Natch propelled himself right-foot-forward in an elegant arc towards the sky. The code was grounded in one of the classic moves of natural law: the jump, a movement humanity had worked out through a hundred thousand years of constant iteration. Yet the program bore the indelible signatures of an artificial product: the curl of the toes at mid-leap, the triumphant arching of the back, the pleasing whistle where no whistle would otherwise exist. The sky drew nearer and nearer, the ground now but a distant memory. Breaking free of the redwoods was already a foregone conclusion, and Natch had set his sights on still loftier goals. Jump 225 would take him not only above the redwoods, but up into the clouds and out of natural law altogether. He would achieve freedom from the tedious rules that had governed human existence since the beginning of time. Down would no longer follow up. Autumn would no longer follow summer. Death would no longer follow life. The Jump 225 program would accomplish all this, and more.

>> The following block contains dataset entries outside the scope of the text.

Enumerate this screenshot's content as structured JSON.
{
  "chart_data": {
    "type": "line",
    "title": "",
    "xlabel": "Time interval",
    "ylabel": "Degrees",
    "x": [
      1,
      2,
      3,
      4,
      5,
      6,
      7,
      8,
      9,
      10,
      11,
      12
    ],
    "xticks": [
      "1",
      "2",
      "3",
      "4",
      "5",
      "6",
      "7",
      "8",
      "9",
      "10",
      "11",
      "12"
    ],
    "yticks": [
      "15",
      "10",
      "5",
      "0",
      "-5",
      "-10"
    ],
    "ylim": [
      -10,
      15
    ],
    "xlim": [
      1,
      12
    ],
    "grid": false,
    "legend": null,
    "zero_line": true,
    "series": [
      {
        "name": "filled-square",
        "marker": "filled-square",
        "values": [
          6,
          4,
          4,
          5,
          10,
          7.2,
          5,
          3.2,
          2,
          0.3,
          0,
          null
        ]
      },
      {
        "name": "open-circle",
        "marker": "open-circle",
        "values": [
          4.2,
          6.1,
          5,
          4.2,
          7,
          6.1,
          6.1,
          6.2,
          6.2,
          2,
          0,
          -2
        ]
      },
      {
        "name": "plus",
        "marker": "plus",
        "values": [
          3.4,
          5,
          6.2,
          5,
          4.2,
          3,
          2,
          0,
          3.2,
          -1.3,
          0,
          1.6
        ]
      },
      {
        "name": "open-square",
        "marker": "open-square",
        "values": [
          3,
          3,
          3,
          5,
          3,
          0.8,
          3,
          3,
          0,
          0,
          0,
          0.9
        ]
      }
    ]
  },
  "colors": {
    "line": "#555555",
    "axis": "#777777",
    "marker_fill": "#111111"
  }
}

Then, just when his straining fingertips struggled for purchase on the twigs hanging off the highest branches—when he could feel the feathery touch of the leaves—when he had just gotten his first whiff of pure, clean, unspoiled sky—the inevitable descent began.

Natch could see himself falling in slow motion, as if he were looking down from the pinnacle of the tallest redwood. He could see his arms flailing and feel his lungs bursting every second of the way down. The whistle of the Jump had become the screech of gravity’s avenging angel. What mere seconds ago had been a triumphant Jump now turned into a horrible, agonizing Fall. How could he have been so blind? How could he not have seen this?

This was worse than not having Jumped in the first place: the force of the impact would surely crush him, flatten him, destroy him. And still he accelerated. Falling so fast now that he would actually crash through the ground, down through the pulverizing rock, down to the center of the Earth, where nothing could ever rise again. He yelled his defiance. He shook his fists. He railed at the trees, reaching out in a vain effort to pull them down with him.

A split second before impact, Natch awoke.